Editorial Policy
Proof-of-concept stage. The repository is private during this phase; the editorial discipline below is the standard the maintainer holds the Compendium to internally. Lint output and the operation log can be shared on request — the citation rule itself is verifiable directly from any rendered page.
This is the editorial standard the AI Safety Compendium holds itself to. It is enforced by a lint script the maintainer runs against every change before deployment.
The citation rule
Every factual claim in a concept or agenda page cites a primary source URL. The accepted source classes are:
- arXiv for papers (preprint or peer-reviewed).
- LessWrong and Alignment Forum for community technical research.
- Org blogs for first-party safety research from labs (Anthropic, DeepMind, OpenAI) and AI safety institutes (UK AISI, US AISI).
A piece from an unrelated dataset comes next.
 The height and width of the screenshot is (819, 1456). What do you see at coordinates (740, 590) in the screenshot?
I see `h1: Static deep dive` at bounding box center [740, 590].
- Government and academic publications for governance, regulation, and formal analyses.
The lint script flags any uncited factual claim in a /concepts/ or /agendas/ page as an ERROR. Errors block deployment.
The only exception is explicitly-marked editorial synthesis — material under a heading such as ## Editorial note. These are clearly delimited and represent the maintainer’s judgment rather than a sourced claim.
Contradiction handling
When sources disagree on a substantive question, the Compendium presents both positions, each cited to its source. It does not silently pick a side. This applies to:
- Empirical disagreements (e.g., probability estimates of x-risk, takeoff-speed predictions).
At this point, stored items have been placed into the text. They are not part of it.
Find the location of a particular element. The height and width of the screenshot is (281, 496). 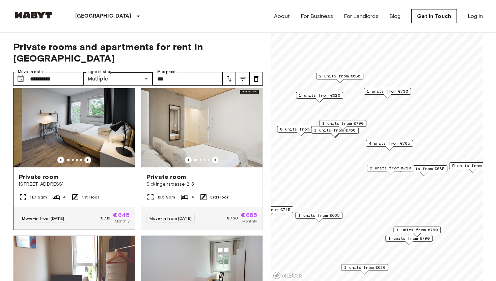

img: Marketing picture of unit DE-01-477-040-02 is located at coordinates (202, 127).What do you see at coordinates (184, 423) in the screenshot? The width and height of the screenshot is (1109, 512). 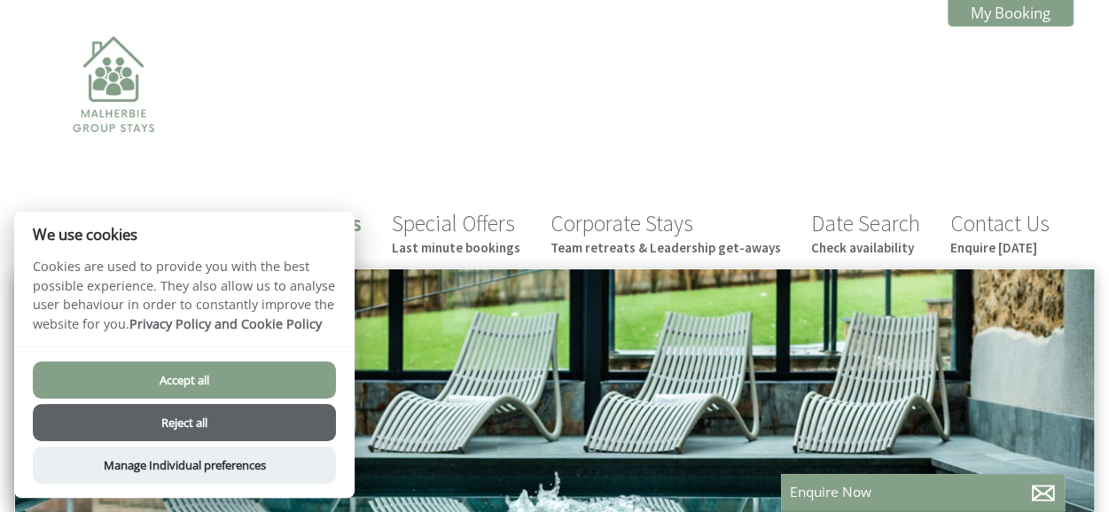 I see `button: Reject all` at bounding box center [184, 423].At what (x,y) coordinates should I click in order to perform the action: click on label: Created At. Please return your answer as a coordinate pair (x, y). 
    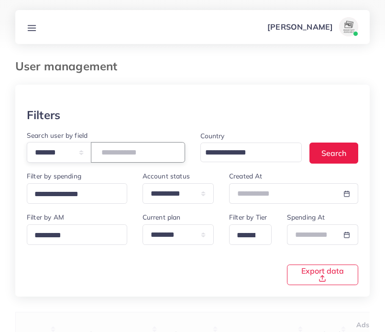
    Looking at the image, I should click on (246, 176).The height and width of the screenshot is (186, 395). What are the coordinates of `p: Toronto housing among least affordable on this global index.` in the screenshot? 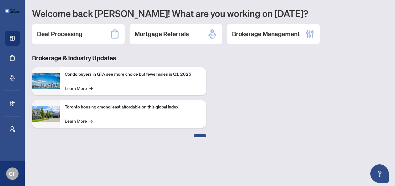 It's located at (133, 107).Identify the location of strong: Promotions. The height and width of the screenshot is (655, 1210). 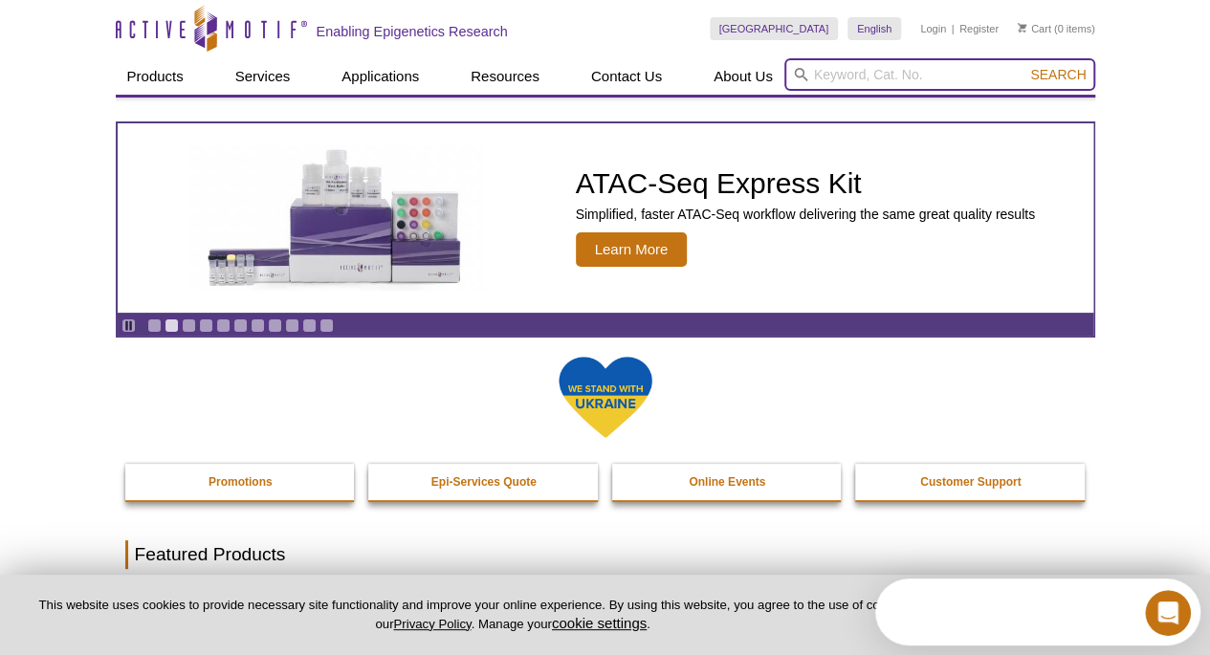
(240, 482). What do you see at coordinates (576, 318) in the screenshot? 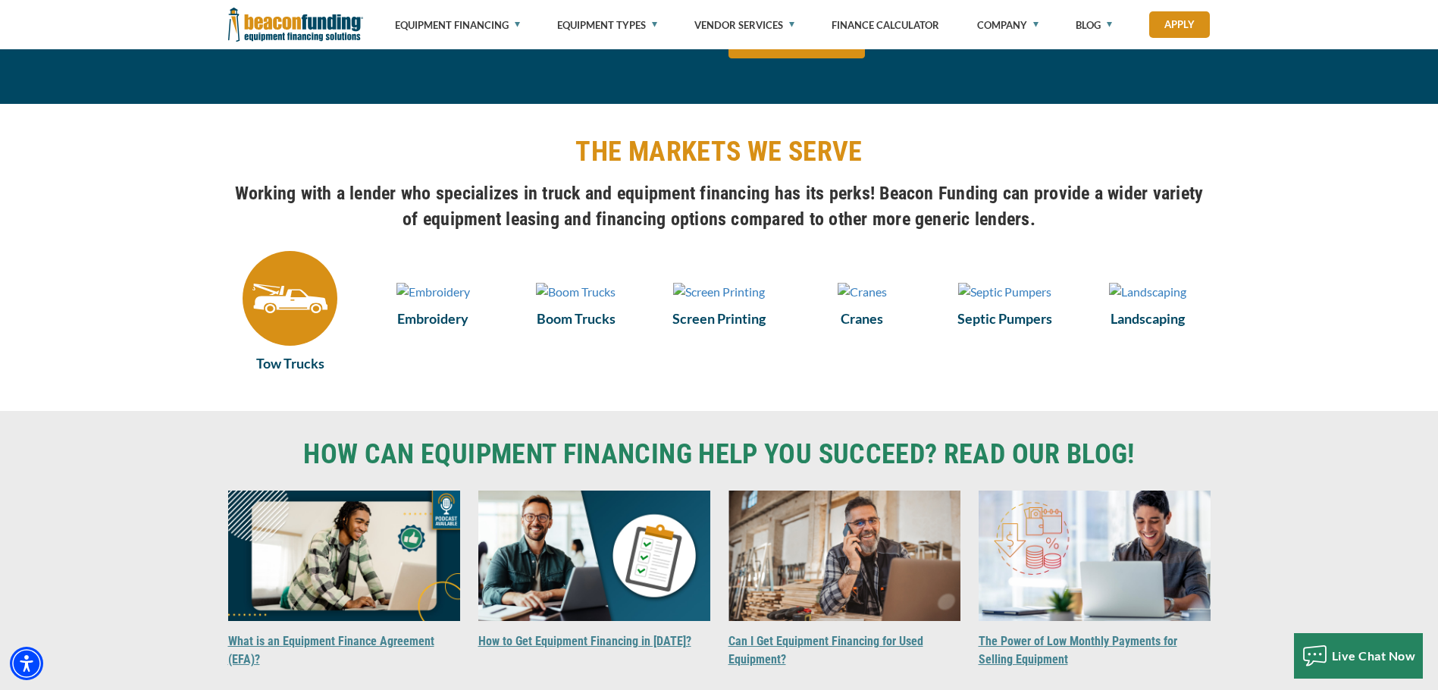
I see `h6: Boom Trucks` at bounding box center [576, 318].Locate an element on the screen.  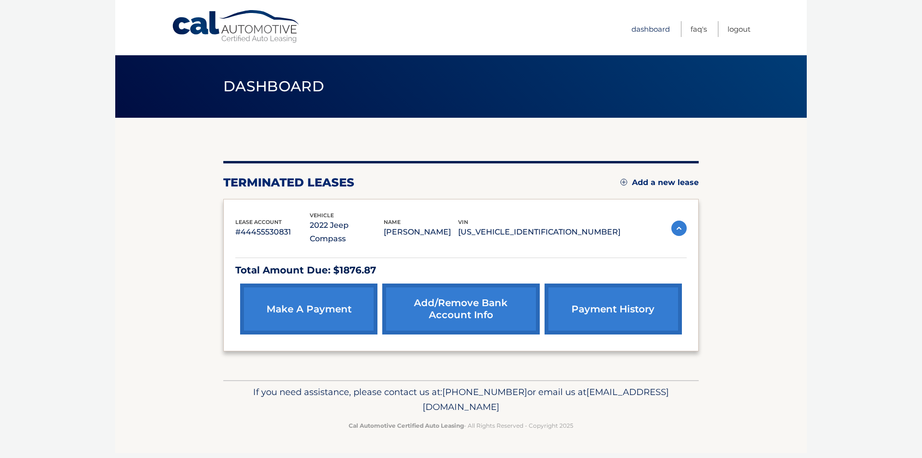
img: accordion-active.svg is located at coordinates (679, 228).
- Methodological disagreements (e.g., whether RLHF can scale; whether interpretability can detect deception).
- Strategic disagreements (e.g., whether to support pauses; the alignment-vs-control resource allocation question).
If the disagreement is the topic of the page, both positions get equal structural treatment. If it’s incidental, the disagreement is noted with citations for further reading.
Corrections
If a page contains an error — a misattributed claim, an outdated result, a misremembered methodology — the correction process during the proof-of-concept stage is:
- Email kevin@itforhumanity.be with the page URL, the specific claim, and a citation for the corrected source.
- The correction is made on the affected page, the
updated:timestamp is bumped, and the correction is recorded in the project’s internal operation log. - The maintainer replies to acknowledge the correction once the change is deployed.
The repo is private at this stage, so GitHub issues and pull requests are not accepted. Email is the single feedback channel until the project opens up.
Substantive corrections (changing a claim’s interpretation, not just fixing a typo) are also noted at the bottom of the affected page with a brief note and the date.
Provenance and timestamps
- Every page emits its
updated:date in the rendered HTML header. AI engines and human readers can use this to gauge currency. - The maintainer keeps a full git history internally; while the repo is private it is shared on request when a reader needs the audit trail behind a specific claim.
- The Compendium does not silently rewrite history; meaningful changes are recorded in the internal operation log and surfaced on-page when they change a claim’s interpretation.
Synthesis vs. claim
The Compendium distinguishes what’s known (cited claims) from how the maintainer reads the landscape (synthesis). Synthesis is allowed but must be:
- Under an explicitly-marked heading (
## Editorial noteor similar). - Self-aware about its non-sourced status.
- Distinguishable from neighbouring cited material.
This matters because the Compendium is one map, not the map. Treating synthesis as fact would mislead readers about what the field actually claims.
Disclosure
- The Compendium is built with substantial LLM assistance — see methodology for the explicit auto / human-reviewed split.
- The maintainer is not a frontier-AI lab employee. The Compendium has no commercial relationship with any organisation it covers; corrections from those organisations are welcomed but receive no preferential editorial treatment.
- The maintainer’s funding sources are disclosed if relevant; the Compendium itself has no advertising and no paywalled content.
What this isn’t
The Compendium is not:
- A primary-research output. It synthesises and cites; it does not produce new empirical results.
- A peer-reviewed publication. The substitute for peer review is the citation discipline plus a transparent, on-request audit trail. Once the proof-of-concept stage ends and the repository becomes public, that trail will be one click from every page.
- A neutral arbiter of the AI risk debate. It tries to represent positions accurately, but the page-creation choices and emphasis reflect the maintainer’s judgment about what matters.
- A finished product. The Compendium is currently a proof of concept; coverage is partial, the schema is still being validated, and breaking changes to URLs or page structure are possible.